Fashion had seen nothing like it for years. Outside in the street, there was hysteria. Inside, the industry's great and good—Alaïa, Elbaz, Jacobs, Theyskens, Tisci, Van Assche, Versace, von Furstenberg—gathered to see Raf Simons debut his first haute couture collection for Christian Dior. That it would be a success seemed a given, what with the evolving polish and confidence of Simons' "couture trilogy" for his previous employer, Jil Sander. That it would be such a triumph was a thrill. The avant-garde outsider from Antwerp insinuated himself into the hallowed history of haute couture with a tour de force that had both emotional and intellectual resonance. As the man himself said, "A shift is happening."
About that outsider thing: It's a position that has always loaned a crystal clarity to Simons' vision and has helped him to the purest interpretations of his inspirations. Here, he used that unusually heightened sense of focus to reflect on Christian Dior as architect, a notion that dovetailed neatly with his own obsession with construction. The first look—a tuxedo whose jacket was shaped after Dior's iconic Bar jacket, one of the most distinctive silhouettes in fashion—established an innate compatibility that reached across a half-century.
Simons has been engaged with this world for a while. Dior was obviously the guiding spirit of his fascination with midcentury couture (see the Q&A here) during his last seasons with Sander. But he approached an actual couture collection with an appropriate balance of reverence and iconoclasm. One key silhouette could best be defined as a full-skirted classic ball gown truncated at the peplum (a quote from a 1952 collection, according to the run of show), its skirt replaced by black silk cigarette pants. The formal past, the streamlined future, meeting in the middle. It was the same with the traditional Bucol silks woven to represent a painting, drips and all, by Sterling Ruby, one of the contemporary art world's hottest properties (and a Simons favorite). Past and future met again in an evening ensemble that matched the athletic ease of a citron silk knit to the grandeur of a floor-sweeping silk skirt. And the veils that Stephen Jones contributed to the finale may have been from Paris in the 1930's, but there is timeless allure in that look.

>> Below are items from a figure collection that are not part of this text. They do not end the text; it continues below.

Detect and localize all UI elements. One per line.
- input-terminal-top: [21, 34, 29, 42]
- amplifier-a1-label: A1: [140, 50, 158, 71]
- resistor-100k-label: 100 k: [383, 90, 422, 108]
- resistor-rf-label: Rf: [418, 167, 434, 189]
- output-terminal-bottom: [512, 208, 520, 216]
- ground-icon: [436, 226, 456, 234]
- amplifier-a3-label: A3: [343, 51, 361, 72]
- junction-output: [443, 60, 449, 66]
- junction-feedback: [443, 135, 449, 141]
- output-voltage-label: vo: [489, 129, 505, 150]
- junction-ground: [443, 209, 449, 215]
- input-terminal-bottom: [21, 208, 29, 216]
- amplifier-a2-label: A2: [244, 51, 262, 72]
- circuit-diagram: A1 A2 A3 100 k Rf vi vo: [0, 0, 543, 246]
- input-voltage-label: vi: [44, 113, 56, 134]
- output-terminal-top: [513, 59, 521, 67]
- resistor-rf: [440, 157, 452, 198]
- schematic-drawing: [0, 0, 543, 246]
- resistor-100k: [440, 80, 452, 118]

Simons returned to the flared hip of the Bar with a deep-pocketed coat-dress in red cashmere as well as a strapless dress in the same heartbreaking shade of pink that launched his last Sander show. That was the kind of subtle personal flourish that married his own story to Dior's history. It also underlined how much of an asset Simons will be not just to Dior but to couture itself. He can't help himself; he will bring a heart-on-his-sleeve human dimension to this remote and rarefied world.
But as he proved today, he certainly won't be doing it in a low-key way. Christian Dior's own obsession—flowers—was translated into salons lined ceiling to floor with panels of blooms: delphiniums in the blue room, orchids in the white room, mimosa in the yellow room, and so on. More than a million all told, making a gorgeous architectural abstraction of nature. There's some kind of metaphor about creative processes in there somewhere, but it's simpler to leave things with Simons' own definition of the day: "a blueprint."